The shock of his words hits me hard enough that I lose my balance. Immediately his hands are there on my shoulders, offering support. I put my hands over his, clutching them hard as tears well up in my eyes. His eyes tell me he's made up his mind. "No, Aniki-chan," I plead, wanting that familiarity to be the rope that keeps him here with us, with me. Neesan is already somewhere out there, her fate unknown. I don't want to lose him, too. "No, you--" I stop when my voice threatens to break, and take a deep breath before starting again. "You can't. Y-You have to stay with us."
He shakes his head. "It's better I don't."
"Why!?" My hands tighten on his as tears rush down my face.
"Shhh, Hanabi." He falls silent, and I find myself listening for Riza-san's voice. I don't hear it. I have to steel myself from looking behind me and instead hope she's too far away to really understand what we're talking about. "I have a few reasons. One involves your father. Another involves finding Hinata." He doesn't say it, but I know he's thinking about Tenten as well.
I push any thoughts of her aside as there are more important things demanding my attention. "What do you mean, involves Father?" I can understand wanting to find Neesan; I want her home too. But Father is already here, already safe.
Niisan hesitates, and I find myself hating this. Hating how everything just keeps going from bad to worse. Hating that though he'll speak to me as an adult, he's still seeing me as only a child. Hating how small my hands are compared to his. Hating that I'm not enough to keep him here, keep him safe with me and the family.
"It would be better if he's angry with me," he replies cryptically. I wait for him to say more, to explain.
He doesn't. He draws me in for a hug instead. I stiffen, refusing it as a sense of finality swamps me. "Aniki-chan, you're his heir. You have to stay here. This is where you belong. What if--" I choke on the words, not wanting to finish. But I continue anyway, desperate to keep him from going off into danger. "--what if something happens to Father? You have to be here!" It's your duty!

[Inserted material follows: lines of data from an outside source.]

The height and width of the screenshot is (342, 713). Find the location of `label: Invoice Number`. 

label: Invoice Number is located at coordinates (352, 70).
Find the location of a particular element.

I can tell he hears my silent cry, because his gaze slants away from mine a moment just long enough to look guilty before our eyes meet again. I know my brother. I know that duty is something he takes seriously, and that he would rather do just about anything else then abandon those he feels responsible for or to. "I have to find her."
I know he doesn't mean Neesan. Or just Neesan.
I finally let myself hug him, and I hold on as tight as I can and know my strength is nothing compared to his. I don't want to let go, to let him go to whatever path Mother Fate has decided he will walk. Too soon, he's gently pulling my arms from around his neck. "You have to be strong, imouto-chan," he tells me. "For Uncle, for the family, and for yourself. And then when I do get to Cheyenne, you two can take turns beating the shit out of me, or do it together." He tries to smile. I don't have heart to tell him how miserably he fails with how ghastly it looks. He doesn't know if he'll make it to Cheyenne. He'll try, that I know, but he's uncertain of his success.
I scrub the tears from my eyes. "I will. I promise you that." My anger at his stupidity of going out there helps clear the fog of fear. It helps me focus. And I wonder if that was part of the point all along.
"Good." His smirk is more natural, more convincing than his lame attempt at a smile. I feel some hope that we'll all get through this flutter in my soul. "I'll look forward to it. You'd better train hard." He gets to his feet and turns to go.
"Niisan!"
It's bittersweet, that he'll stop when I call him but won't stay. "If you don't come back, I'll never forgive you!"
"I wouldn't want that," he replies.
And then he's gone, the door closing behind him.